My new office is slightly warmer than my old office (or: manually adjusting temperature controls on Synology NAS.)

Look, it’s been a while since I wrote one of these. I feel kind of bad about that, but on the other hand it’s been an interesting couple of months of doing more IT than writing about doing IT – which culminated in the entire floor of the building I had my office in being sold to some shadowy conglomerate and thus having to go and find a new place to work from. Tl;dr – I’ve been busy.

Still, I have a new office now, and it while it has… indifferent air conditioning, it also has big, cool, old-fashioned windows that let a lot of sunlight in.

This is the least-cluttered this desk will ever be.

This, of course, is lovely. And I have no complaints about this save for the fact that my Synology NAS gets warm, and because it gets warm it decides to turn itself off semi-regularly, and while I appreciate the clever design of a piece of tech that takes the extra step to preserve data, I’d really rather it didn’t do it quite so often.

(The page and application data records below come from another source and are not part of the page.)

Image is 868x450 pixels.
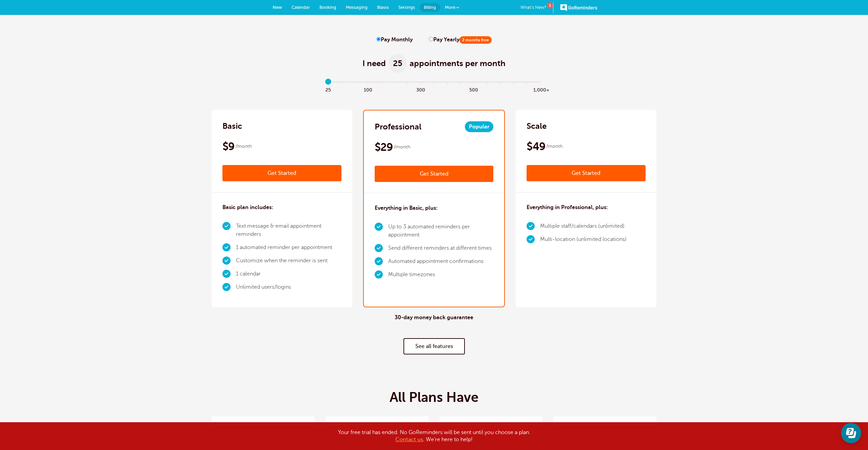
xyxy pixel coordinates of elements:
li: Multi-location (unlimited locations) [540,233,627,246]
li: Customize when the reminder is sent [236,254,342,267]
h2: All Plans Have [390,389,478,406]
input: Pay Monthly [377,37,381,41]
div: Your free trial has ended. No GoReminders will be sent until you choose a plan. . We're here to h... [264,429,604,443]
iframe: Resource center [841,423,861,443]
span: Messaging [346,5,367,10]
span: 2 months free [459,36,492,44]
a: Billing [420,3,440,12]
li: Text message & email appointment reminders [236,219,342,241]
a: Get Started [375,166,494,182]
span: 300 [415,85,428,93]
span: Popular [465,121,494,132]
label: Pay Monthly [377,37,413,43]
h2: Professional [375,121,421,132]
h3: Basic plan includes: [223,204,274,212]
a: Contact us [396,437,423,443]
span: $29 [375,140,393,154]
span: /month [394,143,410,151]
span: More [445,5,456,10]
span: Blasts [377,5,389,10]
span: appointments per month [410,58,505,69]
li: Up to 3 automated reminders per appointment [388,220,494,242]
h3: Everything in Basic, plus: [375,204,438,212]
li: 1 automated reminder per appointment [236,241,342,254]
a: What's New? [521,2,553,13]
span: /month [236,142,252,150]
span: New [273,5,282,10]
li: Send different reminders at different times [388,242,494,255]
span: Billing [424,5,436,10]
span: $49 [527,140,545,153]
h2: Scale [527,121,547,132]
span: I need [363,58,386,69]
span: Settings [399,5,415,10]
li: Multiple timezones [388,268,494,281]
a: See all features [404,338,465,354]
li: 1 calendar [236,267,342,281]
span: 25 [389,54,407,73]
span: 25 [322,85,335,93]
a: Get Started [223,165,342,181]
a: Get Started [527,165,646,181]
li: Multiple staff/calendars (unlimited) [540,219,627,233]
div: 1 [547,2,553,9]
input: Pay Yearly2 months free [429,37,434,41]
h2: Basic [223,121,242,132]
span: 500 [467,85,480,93]
li: Unlimited users/logins [236,281,342,294]
li: Automated appointment confirmations [388,255,494,268]
h4: 30-day money back guarantee [395,315,474,321]
span: 1,000+ [534,85,547,93]
span: /month [547,142,563,150]
h3: Everything in Professional, plus: [527,204,608,212]
label: Pay Yearly [429,37,492,43]
span: Calendar [292,5,310,10]
span: $9 [223,140,235,153]
span: Booking [320,5,337,10]
span: 100 [361,85,375,93]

The root cause of the problem is that my NAS is full of SSDs, because they’re quiet and fast and I had a lot of SSDs and nowhere to put them. They’re a superb alternative to old-school rotational hard drives, although they do tend to get warmer, and that’s the issue I’ve been running into. Regular hard drives run fairly cool, and the Synology DSM monitors the temperature of those drives and switches itself off once they hit about 61° – which is fine and laudable because having your NAS shut itself down is infinitely preferable to having your NAS suddenly filled with the screaming, smoking ruin of all of your hard drives exploding at once. SSDs, however have a significantly higher thermal threshold before performance and functionality degrade, and so shutting down when an SSD hits 61° is somewhat premature.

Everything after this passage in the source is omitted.